Professor Abigail Jacobson seeks to present all views in a volatile discussion

BU Today writer Rich Barlow reports on the dynamic discussion taking place in EWCJS Professor Abigail Jacobson’s classroom.

Whoever said college is an ivory tower isolated from worldly concerns never took Abigail Jacobson’s class on The Israeli-Palestinian Conflict.

During a recent session on the history of the Palestine Liberation Organization (PLO), Jacobson put a 15-minute chunk of discussion off the record for a visiting reporter as she and students exchanged personal views in a conversation so animated that all 17 people in the room seemed to be talking simultaneously at one point. Such are the passions that this real-world tragedy arouses in students around a table on Bay State Road. For Jacobson, creating a free zone for free expression, where students hear and exchange divergent views, is the goal.
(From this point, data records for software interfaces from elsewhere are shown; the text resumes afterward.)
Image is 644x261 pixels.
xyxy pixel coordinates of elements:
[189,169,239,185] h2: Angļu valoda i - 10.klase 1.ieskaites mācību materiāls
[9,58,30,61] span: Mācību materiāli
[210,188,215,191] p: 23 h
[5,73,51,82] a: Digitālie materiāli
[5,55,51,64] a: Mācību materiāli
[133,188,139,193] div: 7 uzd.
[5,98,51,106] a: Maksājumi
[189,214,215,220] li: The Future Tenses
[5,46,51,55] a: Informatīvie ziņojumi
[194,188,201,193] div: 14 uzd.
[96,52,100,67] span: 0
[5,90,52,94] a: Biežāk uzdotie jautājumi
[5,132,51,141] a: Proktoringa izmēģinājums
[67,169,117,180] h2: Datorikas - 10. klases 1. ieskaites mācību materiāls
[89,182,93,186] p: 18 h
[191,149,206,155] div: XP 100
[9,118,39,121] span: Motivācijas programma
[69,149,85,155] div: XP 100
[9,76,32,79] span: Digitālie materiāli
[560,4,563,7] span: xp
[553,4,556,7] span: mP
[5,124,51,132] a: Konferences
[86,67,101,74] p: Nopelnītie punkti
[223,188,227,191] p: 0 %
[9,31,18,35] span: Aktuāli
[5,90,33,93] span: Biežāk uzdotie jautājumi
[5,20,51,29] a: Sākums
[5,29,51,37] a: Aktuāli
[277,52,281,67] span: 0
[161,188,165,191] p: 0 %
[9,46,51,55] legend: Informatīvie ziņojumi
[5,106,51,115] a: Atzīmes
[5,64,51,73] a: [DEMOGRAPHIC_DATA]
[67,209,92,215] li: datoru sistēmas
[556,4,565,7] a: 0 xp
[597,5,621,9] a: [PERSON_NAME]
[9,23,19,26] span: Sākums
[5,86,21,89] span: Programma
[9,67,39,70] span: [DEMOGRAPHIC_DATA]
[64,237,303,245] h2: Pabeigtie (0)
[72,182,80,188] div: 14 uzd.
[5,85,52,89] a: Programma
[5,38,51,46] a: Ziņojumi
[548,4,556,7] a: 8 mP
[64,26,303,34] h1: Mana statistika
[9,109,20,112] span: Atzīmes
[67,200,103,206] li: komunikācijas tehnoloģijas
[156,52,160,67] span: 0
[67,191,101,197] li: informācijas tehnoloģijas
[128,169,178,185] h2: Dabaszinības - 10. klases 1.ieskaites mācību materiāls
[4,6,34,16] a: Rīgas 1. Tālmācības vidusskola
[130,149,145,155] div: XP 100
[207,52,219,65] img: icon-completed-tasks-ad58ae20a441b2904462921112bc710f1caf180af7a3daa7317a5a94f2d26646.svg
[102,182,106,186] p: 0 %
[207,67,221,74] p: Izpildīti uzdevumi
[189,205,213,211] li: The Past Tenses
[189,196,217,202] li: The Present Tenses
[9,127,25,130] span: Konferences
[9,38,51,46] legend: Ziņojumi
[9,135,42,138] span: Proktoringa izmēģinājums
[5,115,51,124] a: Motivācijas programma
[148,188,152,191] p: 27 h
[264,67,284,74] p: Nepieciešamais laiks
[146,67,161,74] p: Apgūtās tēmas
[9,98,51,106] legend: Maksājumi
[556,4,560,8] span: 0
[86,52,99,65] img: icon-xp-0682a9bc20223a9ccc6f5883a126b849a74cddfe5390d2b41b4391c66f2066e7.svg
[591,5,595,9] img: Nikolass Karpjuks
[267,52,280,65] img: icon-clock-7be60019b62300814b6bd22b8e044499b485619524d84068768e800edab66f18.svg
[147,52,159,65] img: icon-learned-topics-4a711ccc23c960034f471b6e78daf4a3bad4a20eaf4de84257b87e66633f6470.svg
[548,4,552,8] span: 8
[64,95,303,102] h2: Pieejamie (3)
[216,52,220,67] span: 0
“I’m trying really, really hard to expose the students to the different stories and to the different perspectives of this conflict,” Jacobson said in an interview. An Israeli who has worked as a mediator with Israeli and Palestinian youth here and in her home country—invaluable experience during classroom exchanges like the one mentioned above, she noted—Jacobson is a visiting professor from MIT, through BU’s Elie Wiesel Center for Judaic Studies. This is the first time at BU she’s taught the class, which is being offered by the College of Arts & Sciences history department.